Thanks. Agree that it seems important to offer a single account-management area for users, who won’t care about the separation between WP/BP.
In my case, we also don’t want to allow users to access the (unbranded) WP admin back end, which I believe is necessary until a more “front end” experience is available for managing all of these settings
#4357 – I agree that something needs to be done. bbPress already adds a “Forums” section on a BP profile, so perhaps bbPress can simply redirect /forums/users/USERNAME/
to BP’s /members/USERNAME/forums
. I would say this is more a bbPress issue than a BuddyPress one. Please add a ticket to bbPress Trac about this. (Use the same credentials you use on buddypress.org to create a new ticket.)
#3335 already has comments on it regarding why WP’s profile is not included with BuddyPress. I do find it odd that bbPress allows users to edit WordPress’ user profile though… I’ve created a new ticket with some further thoughts – #5619
Thank you for creating #5619, I’m gonna be glued to that ticket.
#3335 already has comments on it regarding why WP’s profile is not included with BuddyPress.
Sorry if I’m missing something, but all I can find are comments about a two-way sync where the issue is moving BuddyPress feature support upstream to the WordPress profile; I can’t find any arguments for not including the WordPress profile in BuddyPress.
About #4357, most bbPress profile pages already redirect to BuddyPress when it’s installed. Do you know if it’s bbPress or BuddyPress that’s doing the current overrides?
> I can’t find any arguments for not including the WordPress profile in BuddyPress.
The arguments are:
– The fields at wp-admin/profile.php are hardcoded in WP. There’s no way we can ask WP which fields it provides in a programmatic way; we’d have to hardcode them as well. This is inelegant; it causes problems when other plugins add their own (hardcoded) fields, which BP won’t know about; and it will require keeping up with WP if they decide to switch which fields are included on that page.
– The fields at wp-admin/profile.php are very odd, and not appropriate for most BuddyPress installations (or most websites that were built after 2004 – who uses AIM, and who among them would want to store that information in their WP profile?)
As noted in the ticket, First Name and Last Name are the two possible exceptions I see here.

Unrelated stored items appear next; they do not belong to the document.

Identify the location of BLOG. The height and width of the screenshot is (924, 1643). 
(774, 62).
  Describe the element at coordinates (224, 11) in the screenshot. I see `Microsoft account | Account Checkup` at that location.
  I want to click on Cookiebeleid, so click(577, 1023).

I think I need to clarify that it’s the not being able to configure the WordPress profile in BuddyPress that I think is the issue. Displaying the fields is another side of it that I might agree should be left to a plugin developer.
…it will require keeping up with WP if they decide to switch which fields are included on that page.
I agree that this is an issue, but realistically, the WordPress profile hasn’t been updated in several years, apart from very recently when they actually removed fields in an effort to simplify it, so I doubt they intend to add anything to it either.
The fields at wp-admin/profile.php are very odd, and not appropriate for most BuddyPress installations…
As I mentioned above, those fields (AIM, Jabber and Yahoo/gTalk) were recently removed.
As noted in the ticket, First Name and Last Name are the two possible exceptions I see here.
That just leaves display name selection, nickname and website; email and password are configurable in BuddyPress and you already display username and bio on the profile when Extended Profiles are disabled. Why not allow the user to edit them too and add the remaining three fields? This would effectively move the profile to the front-end and nobody would need to configure their profile in two places again, which I think is the underlying issue here.
…it causes problems when other plugins add their own (hardcoded) fields, which BP won’t know about
I’m getting into deep water, but wouldn’t adding a hook before and/or after the fields be sufficient to deal with that?
Does anyone else have anything to add?